Spare, precise, charged with a prickly wit, the stories in Carys Davies's sparkling second collection remind us how little we know of the lives of others.
LanguageEnglish
PublisherSalt
Release dateOct 15, 2014
ISBN9781844719945
The Redemption of Galen Pike: and Other Stories
Author

Carys Davies

Carys Davies’s debut novel West was shortlisted for the Rathbones Folio Prize, runner-up for the Society of Authors’ McKitterick Prize, and winner of the Wales Book of the Year for Fiction. She is also the author of The Mission House, which was The Sunday Times (London) 2020 Novel of the Year, and two collections of short stories, Some New Ambush and The Redemption of Galen Pike, which won the Frank O’Connor International Short Story Award and the Jerwood Fiction Uncovered Prize. Her other awards include the Royal Society of Literature’s V.S. Pritchett Prize, the Society of Authors’ Olive Cook Short Story Award, and a Cullman Fellowship at the New York Public Library. Born in Wales, she lived and worked for twelve years in New York and Chicago, and now lives in Edinburgh. Clear is her most recent novel.

Read more from Carys Davies

Related to The Redemption of Galen Pike

Related ebooks

Short Stories For You

View More

Related articles

Reviews for The Redemption of Galen Pike

Rating: 5 out of 5 stars
5/5

1 rating0 reviews

What did you think?

Tap to rate

Review must be at least 10 words

    Book preview

    The Redemption of Galen Pike - Carys Davies

    9781844719945.jpg

    The Redemption of Galen Pike and Other Stories

    In a remote Australian settlement a young wife with an untellable secret reluctantly invites her neighbour into her home. A Quaker spinster offers companionship to a condemned man in a Colorado jail. In the ice and snows of Siberia an office employee from Birmingham witnesses a scene that will change her life. At a jubilee celebration in a northern English town a middle-aged alderman opens his heart to Queen Victoria. A teenage daughter leaves home in search of adventure. High in the Cumbrian fells a woman seeks help from her father’s enemy.
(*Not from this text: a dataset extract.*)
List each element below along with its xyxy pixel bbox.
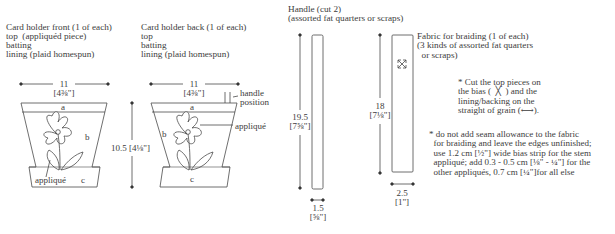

    Spare, precise, charged with a prickly wit, the stories in Carys Davies’s sparkling second collection remind us how little we know of the lives of others.

    Praise for Carys Davies

    extraordinarily powerful — VS PRITCHETT PRIZE JUDGES JANE GARDAM, PENELOPE LIVELY AND JACOB ROSS

    darkly funny and unsettling —BOYD TONKIN The Independent on Some New Ambush

    As if Mark Twain and Annie Proulx had sat down at a desk together [….] I shall be looking out for more. —PIERS PLOWRIGHT

    a writer willing to tackle the hardest of all fictional forms – the short story. This is a region in which so many fail […] she can do what it is essential to do in this form, she can create a micro-world, which has reverberations beyond its size and scope, which is metaphysical. —SARAH HALL

    CARYS DAVIES was the winner of the the 2010 Society of Authors’ Olive Cook Short Story Award, the 2011 Royal Society of Literature’s V S Pritchett Memorial Prize, and a 2013 Northern Writers’ Award. She has been shortlisted and longlisted for many other prizes including the Calvino Prize, the Manchester Fiction Prize, the Roland Mathias Prize, the Sunday Times EFG Short Story Award, the Wales Book of the Year and the William Trevor/Elizabeth Bowen Prize. Born in Wales, she now lives in Lancaster.

    By the same author

    SHORT STORIES

    Some New Ambush

    Published by Salt Publishing Ltd

    12 Norwich Road, Cromer, Norfolk NR27 0AX

    All rights reserved

    Copyright © Carys Davies, 2014

    The right of Carys Davies to be identified as the author of this work has been asserted by her in accordance with Section 77 of the Copyright, Designs and Patents Act 1988.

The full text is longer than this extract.